9/11 Fifteen Years On: Lessons Identified

Atamar Anagul by Amy Hanson
Atamar Anagul by Amy Hanson

Atamar Anagul and Aleksandr Kozhevnikov have been asked to contribute their thoughts on the lessons of 9/11. It should be stressed that any views are those of the Mr Anagul and Dr Kozhevnikov themselves, not endorsed by the website or the author or publishers of Bleedback.

 

By Atamar Anagul

The two extremes feed each other

To increase the number of young Muslims in your country being recruited to ‘terrorist’ movements, give your nationalistic, Islamophobic elements free rein. Make your politicians fuel suspicion and hatred of Muslims.

That’s probably the most efficient thing you could do to make terrorist recruitment worse.
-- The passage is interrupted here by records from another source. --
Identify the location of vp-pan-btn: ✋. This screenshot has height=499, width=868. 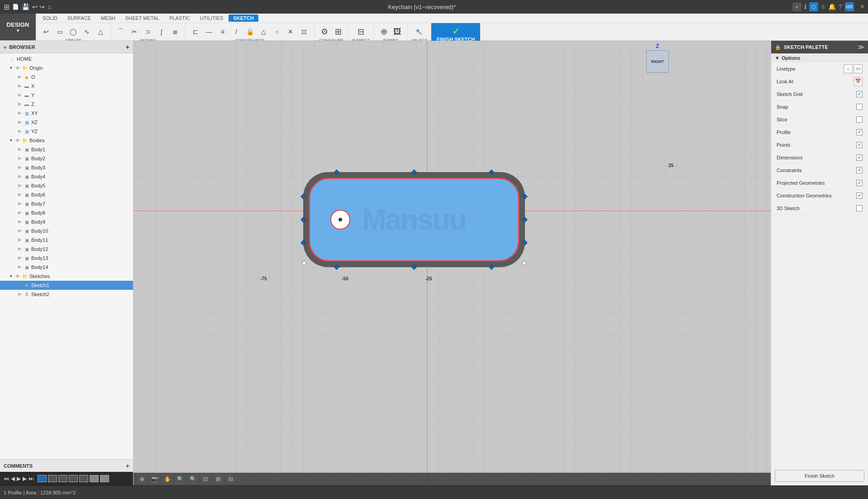
(167, 479).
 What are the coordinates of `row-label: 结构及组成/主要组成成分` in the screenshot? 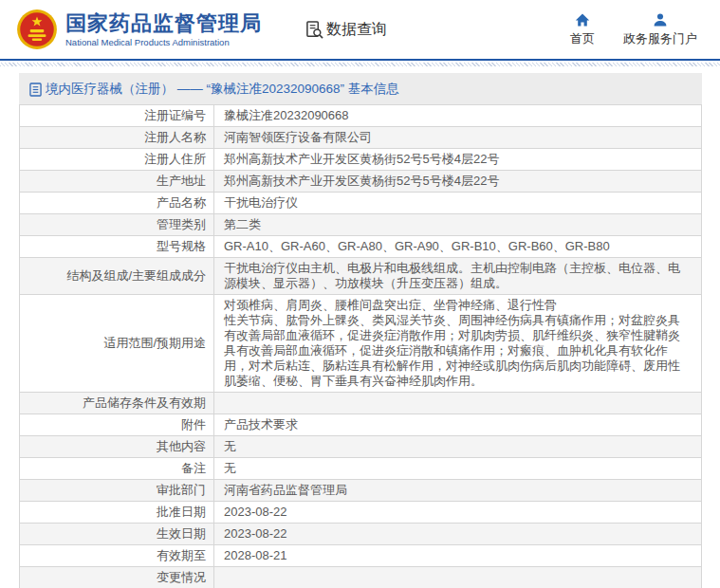 It's located at (118, 277).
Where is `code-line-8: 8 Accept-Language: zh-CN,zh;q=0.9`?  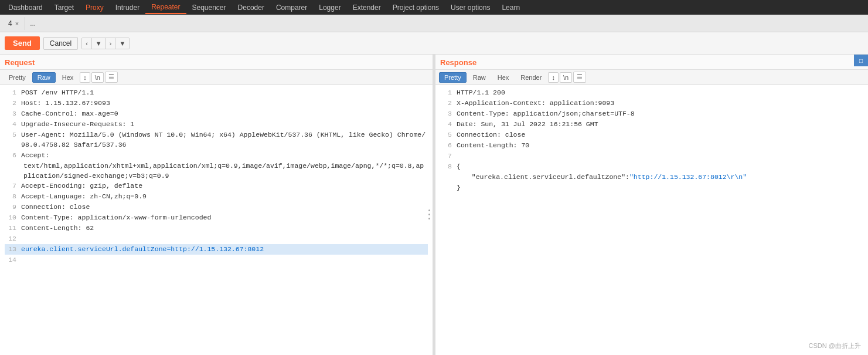
code-line-8: 8 Accept-Language: zh-CN,zh;q=0.9 is located at coordinates (216, 197).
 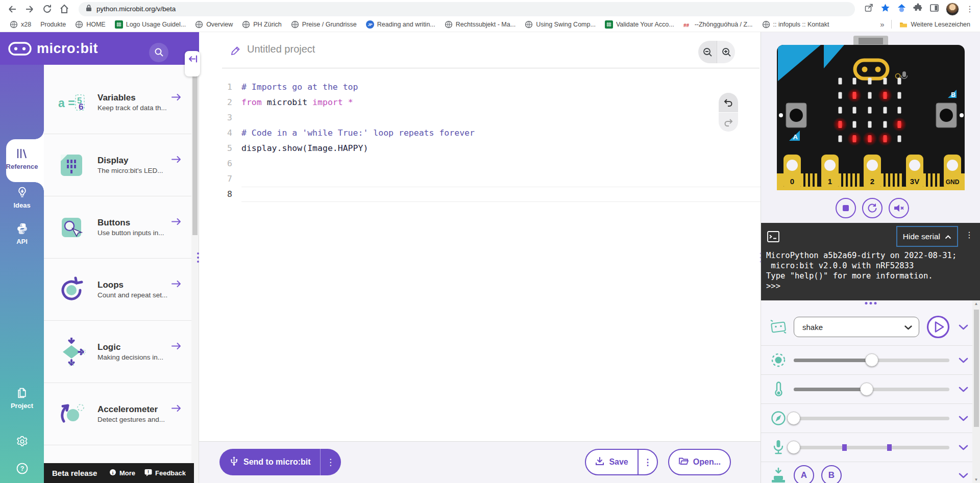 I want to click on temperature-slider, so click(x=872, y=390).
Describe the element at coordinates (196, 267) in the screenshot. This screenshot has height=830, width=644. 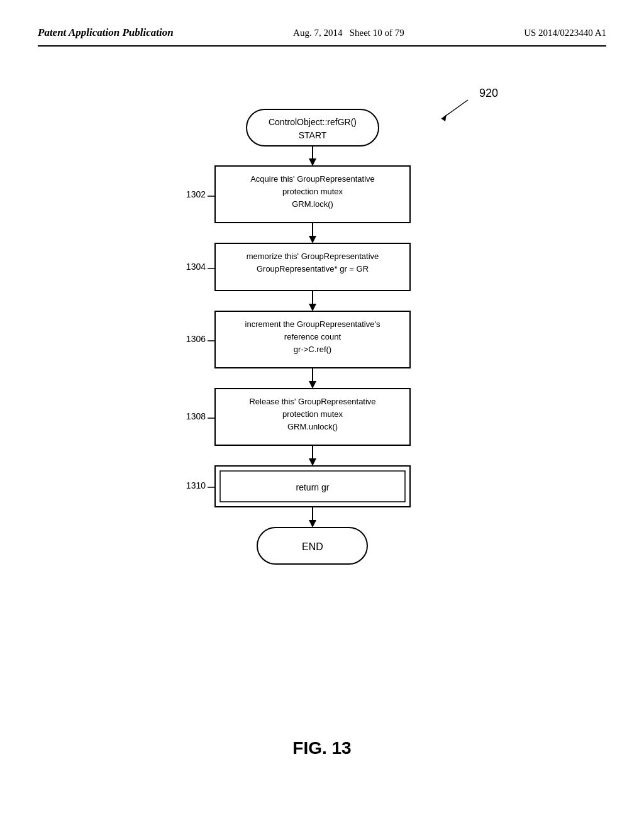
I see `label-1304: 1304` at that location.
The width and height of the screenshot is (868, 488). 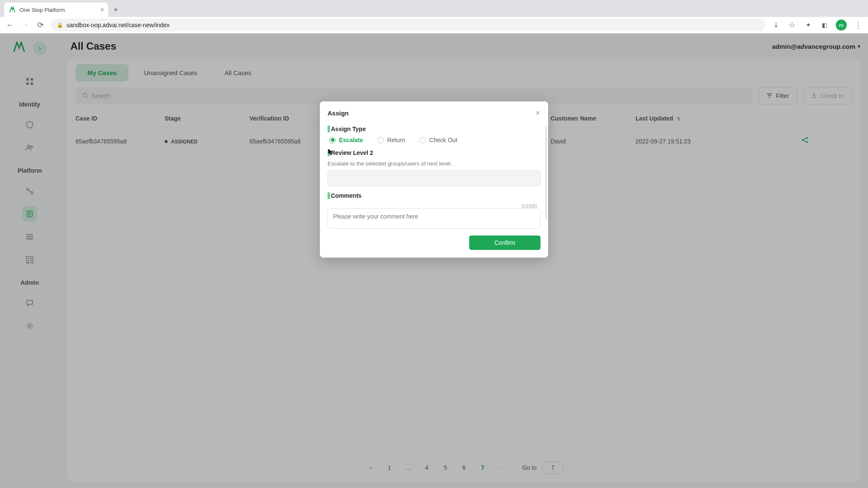 What do you see at coordinates (505, 243) in the screenshot?
I see `confirm-button: Confirm` at bounding box center [505, 243].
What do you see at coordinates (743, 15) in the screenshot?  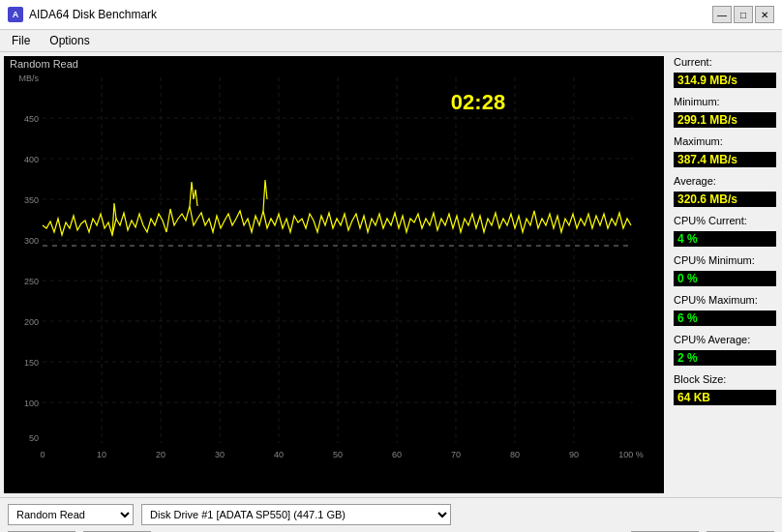 I see `maximize-button: □` at bounding box center [743, 15].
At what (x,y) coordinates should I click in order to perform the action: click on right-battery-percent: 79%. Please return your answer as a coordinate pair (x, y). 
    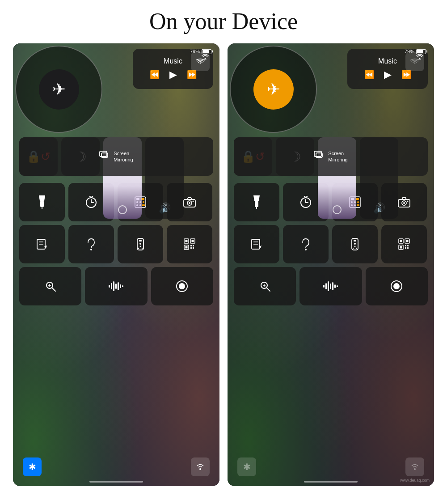
    Looking at the image, I should click on (409, 51).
The message from Al Qaida, Daesh (‘Islamic State’) and those who recruit for them:

  • The West is at war against Muslims and against Islam itself
  • Muslims can’t live in the West and still follow Islam. Desert your religion or leave your country.
  • Non-Muslims hate Muslims.
  • You will never be valued in your country; never be allowed to participate, contribute and succeed.
  • Given half a chance, non-Muslims will persecute you.
  • They might seem nice. But all it takes is a demagogue to bring the hatred out, and your ‘friends’, neighbours, and colleagues will turn against you (Anwar al-Awlaki argued this very convincingly using specific, true examples like Bosnia).

If you want to stop terrorist recruiting, prove that message wrong. Show young people that they are valued and have something to contribute.

And what you say has to be true. Otherwise, forget it. You have no credibility.

Superficial attempts at ‘messaging’ or ‘counter-narratives’ don’t work. There is enough evidence to prove that list of messages right. Your valuing of Muslims must drown out all the hatred they experience in your country. Good luck with that.

white-power-graffiti

This principle works in both directions. Aggression by Muslims against non-Muslims living their way of life (their dress, their drink, their culture), as well as violence and attacks, whips up anti-Muslim hatred. Muslims in the West: you can fuel that ‘war on Islam’ that you believe exists. Or you can overcome it.

Your choice.

 

Military solutions don’t last in this ‘war’

Armies and conventional warfare are made for conventional nation-states of the twentieth century. Nation-states are finite:

  • They have geographical boundaries.
  • They have specific, limited population groups.

Not so for this struggle. You cannot destroy a population that has no boundaries. More can be recruited. And the more savage your response, the more will be recruited.

Unjust solutions imposed on a population – even if they are a conventional nation-state – are unstable. Otherwise the drives, the aspirations of the human spirit, are too great to endure injustice and oppression for generation after generation.

Roadside Bombing, Iraq
Roadside Bombing, Iraq

Together, these mean that you cannot bomb your way to stability and success. This is true for both military and para-military groups.

If nation-states were to ‘carpet-bomb’ the Middle East in an attempt to eradicate Daesh, they would force takfiri jihadism into a new evolution.

Case in point: the emergence of Daesh itself. It was born of the Bush-Blair war on Iraq. It has now supplanted Al Qaida.

Daesh in turn will be supplanted by a Third Wave – if aggressive Western military action destroys what is left of Syria and Iraq.

 

Governments have killed more civilians than the terrorists have

syrian-boy-and-girl-injured

More civilians in the Middle East and Central Asia have been killed by the US government action than were killed in the Twin Towers.

Governments have much greater military capability and more killing capacity than paramilitary, guerilla, terrorist organisations.

There are many arguments about the moral and operational differences between recognised state action and ‘terrorist’ action. I grant that. But until you recognise that more of us are being killed by the ‘legitimate’ governments around the world than by the ‘terrorists’, you will never approach a solution to the problem.